Probably about 1/2 (so far) I still remember from college 20 years ago, although it was rusty. Some of it I'd never seen before in my life and never would have gotten it in a million years if I hadn't just been told "you solve problem X with solution Y". Like Floyd's cycle detection. Some I just definitely need more practice with so I can belt out solutions with less fumbling, like variable sliding windows. My time in the c#, stitching libraries together ghetto have not served me well.
It actually reminds me a lot of when I took Differential Equations. At least the way the class went for me, some Chinese guy just gave us very specific solutions to very specific problems, and then our job was to torture the equation's we were given into the form of one of those very specific problem:solution sets. And so it goes with leetcode. You just need to memorize the the problem:solution sets, and recognize that what they are asking is actually problem y with solution y.
At least that's how it appears at the moment.
Then again, supposedly the bar is hell. They asked me a few extremely basic technical questions in the screening interview, and then I was told I was the only person who got them all right. A buddy of mine who's hiring (but is not allowed to hire in the US) gave me a mock interview and basically told me even basic competence is rare, and the technical interview for a normal company is basically testing to make sure you aren't a complete fraud. Some of the stories he told me about fraud in the hiring process blew my mind with their brazenness.

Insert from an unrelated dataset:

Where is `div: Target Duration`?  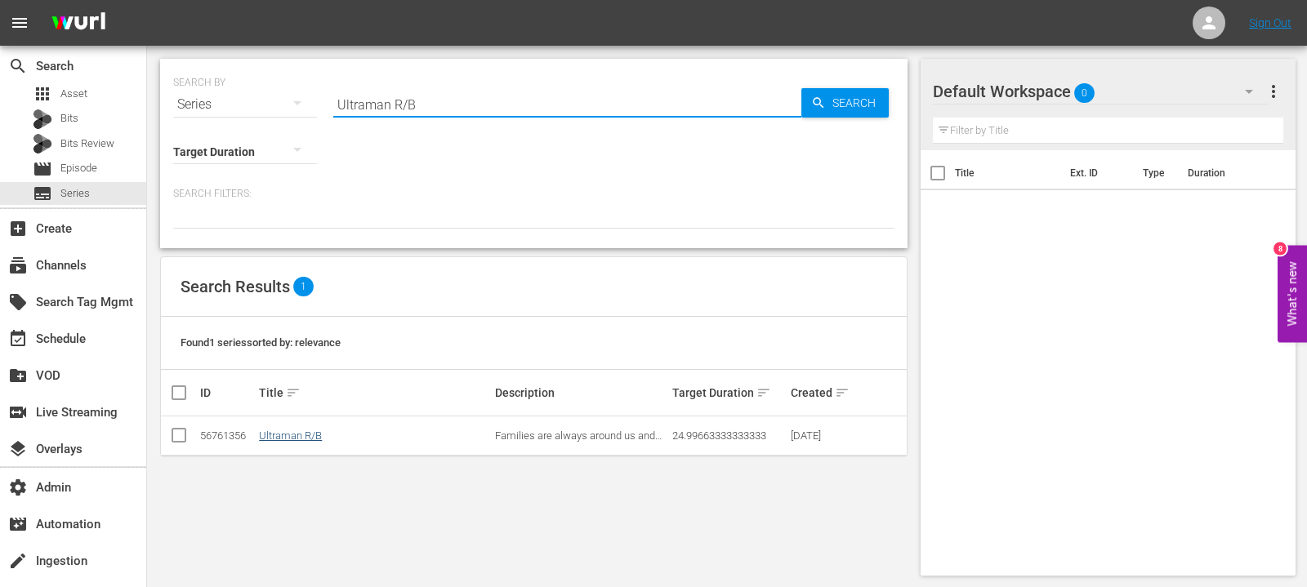
div: Target Duration is located at coordinates (729, 393).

I've been on both sides of interviewing. For better or for worse leetcode style stuff has become the standardized testing of hiring. Generally better since you can't really grind leetcode enough and still pass tech interviews if you have a <100 IQ. But it also rewards smart dorks who mercilessly study it but are otherwise shit developers.
You definitely lose people sometimes because they brainfart during one of them, or they get anxious and underperform. More experienced interviewers know this and get a sense fairly quickly if you're going to actually get the right answer if you have more time and lower pressure. The best companies use these very quantitative measures as foils to have more qualitative deep technical conversations and see how well you work together. People get hired all of the time even though they thought they failed the coding interview since they didn't get the right answer or they only wrote out an O(N^2) solution but were clearly on the right track in discussions for an O(N) one and they thought you were cool and reasonable.
Maddeningly, you never truly know why you fail most interviews. Try not to read too much into it if you do.
Yes, there's an adverse selection problem. The people looking for jobs tend to be terrible. (Also if a job opening exists, it probably sucks: good people fleeing a shit show or because incompetent hires were fired.)